Lightroom update: version 2.1

Adobe have published an update for Lightroom. The latest version is 2.1. They've added support for a number of recent cameras (such as the Sony A900) and fixed some bugs that I had not run into yet (so much the better).

Of course I immediately donwloaded it when LR 2.0 gave a pop-up telling about the update. All I can say until now is that 2.1 functions--and that is good news, I suppose!

2008-10-20

Fotobond's "DigiDag"

The national association of amateur photographers, the Fotobond or BNAFV, organised a national Digital Day in Apeldoorn, sporting a studio for model photography, a lecture by a pro photographer (Kees Tabak, which I did not go to, though his website promises very good portraits), and some semi-commercial entries from major photography/camera shop Calumet. They had a few shop things (but I don't need anything new at the moment) and gave some 'teasers' for their workshops in Lightroom and Photoshop. As an enthusiastic Lightroom user, it was good to learn some more tricks with the package--and even better was it to see Wout de Jong's enthusiasm for Lightroom as a pro photographer, too. He said repeatedly that LR saved him about a day's work a week, and the tricks that were new to me mostly were of the time-saving type. First, there were more keyboard shortcuts than I knew of (much faster than all those mouse clicks). Second and even more importantly, he used the sync function to great effect, to in fact copy the whole list of adjustments (if you chose all of them) from one photo to a host of others. Being a simple amateur, I don't often have series of photos, so I won't use this often, but it is a thing to keep in mind!

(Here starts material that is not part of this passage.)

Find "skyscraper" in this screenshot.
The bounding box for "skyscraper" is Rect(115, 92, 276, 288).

My Fotoclub pal, Mr. L., and me were surprised that there were not more than around 50 or 60 participants in this national DigiDag--we had half as many on our Club's digital day last Christmas, from just 30 kilometers around us!

2008-09-18

Work and pleasure

Last week I was out of the country, presenting my (and my colleagues') work at two conferences. Not a minute for serious photography, only the joy of having morning coffee in a medieval Italian monastery, now the Faculty of Economics of the University of Pavia--in dire need of restauration (it's Italy, after all), but still: that is the original environment for European universities!



The joy of photogaphy came with the occasion to experiment with the A700's highest sensitivity settings: ISO 6400 and 3200, respectively (reduced jpegs of the otherwise unchanged RAW photo's). Especially ISO 6400 is close to useless; ISO 3200 is not bad for the purpose of documenting a late-evening tour of a vinyard.

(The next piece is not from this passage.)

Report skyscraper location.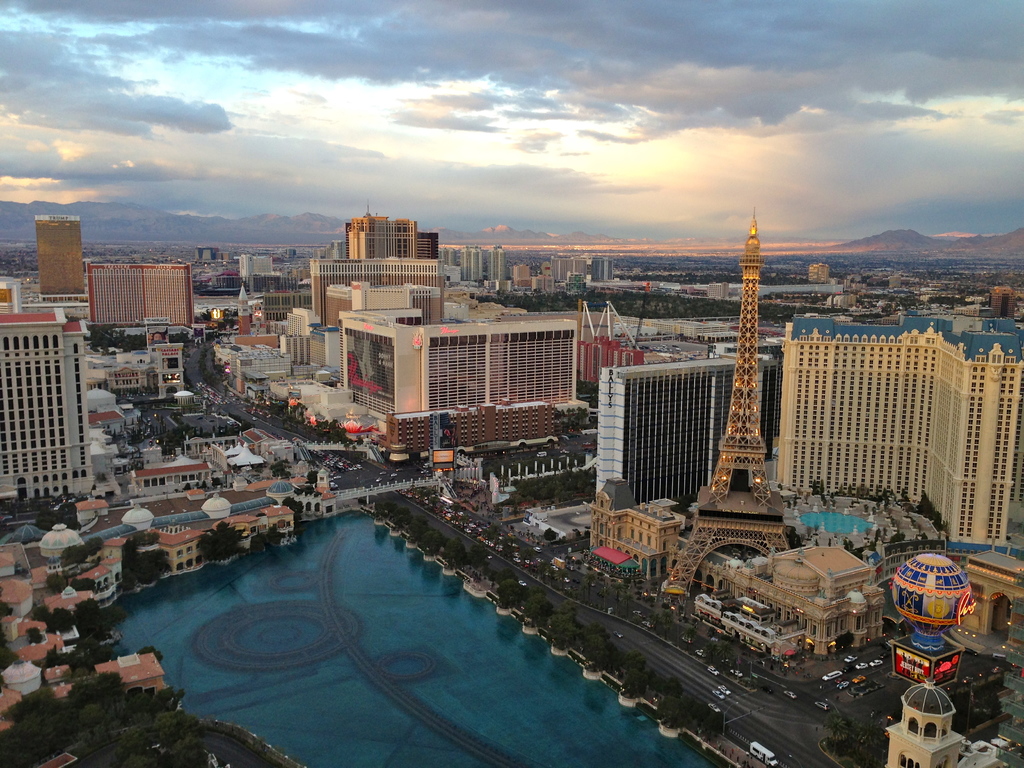
Report: 552, 252, 588, 288.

And then there was the visit to the Certosa di Pavia. "ABC" in kids' jargon: Another Beautiful Church. Very beautiful, but not a place for very interesting photos. What can you add to all the beauty of the craftsmen of the 14th-16th centuries? I was reasonably satisfied with only two photos, and that for technical reasons mostly: I more or less mastered some challenges--next time I want to make some real nice pictures with that technical knowledge...

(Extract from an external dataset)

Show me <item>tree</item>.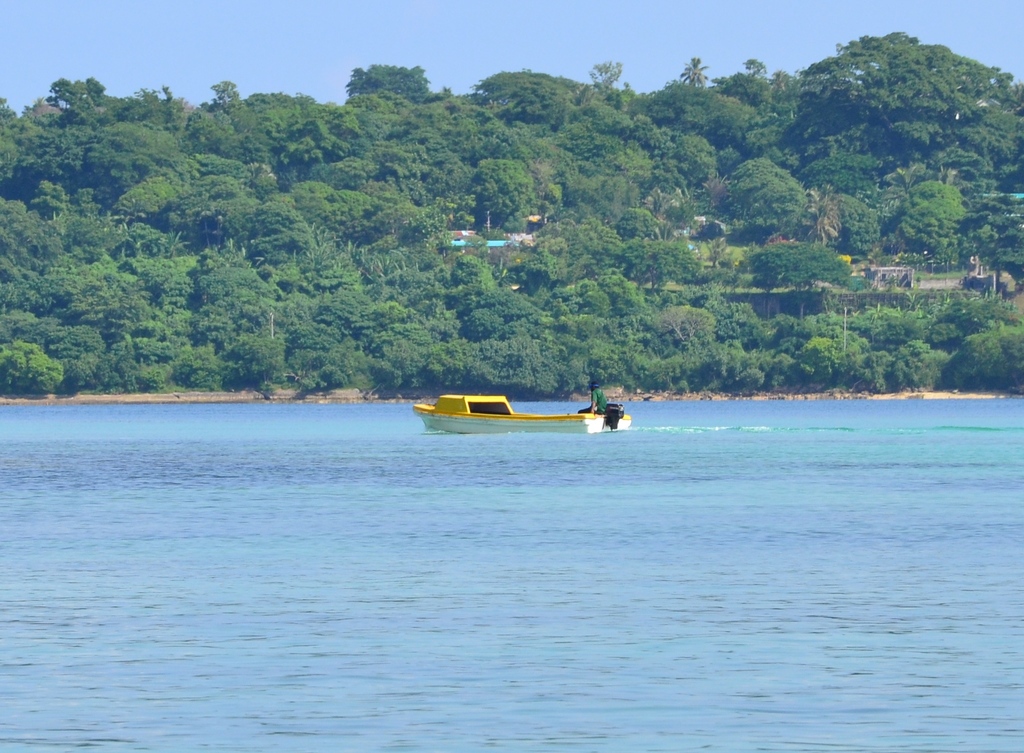
<item>tree</item> is here: [left=748, top=65, right=878, bottom=186].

In the first, I wanted to make the craftsmen's beauty visible in a picture of a detail of a pillar plus the painted vault. To show both, I used the built-in flash of the camera with slow sync (otherwise the vault would have remained dark). The amount of light in the background satisfied me quite a lot. Of course, as a tourist on a conference, I did not come with a tripod, so the result is not quite sharp, but for a 0.7" picture it's not bad. And Lightroom 2 (great new options in this version--a must-have!) helped to sharpen it a little.
The other one, the church's facade, needed Photoshop to readjust the falling lines of the 16-mm perspective: I wanted to capture a lot of clouds above the church so in the fleeting moment when the light was right, I just had to shoot a bit upwards. When that was done, Lightroom 2 was used to make up for my lack of a gradual neutral-density filter; one of Lr2's new options is the 'graduated filter' and that helped to bring the picture back to the impression that the situation had made in reality.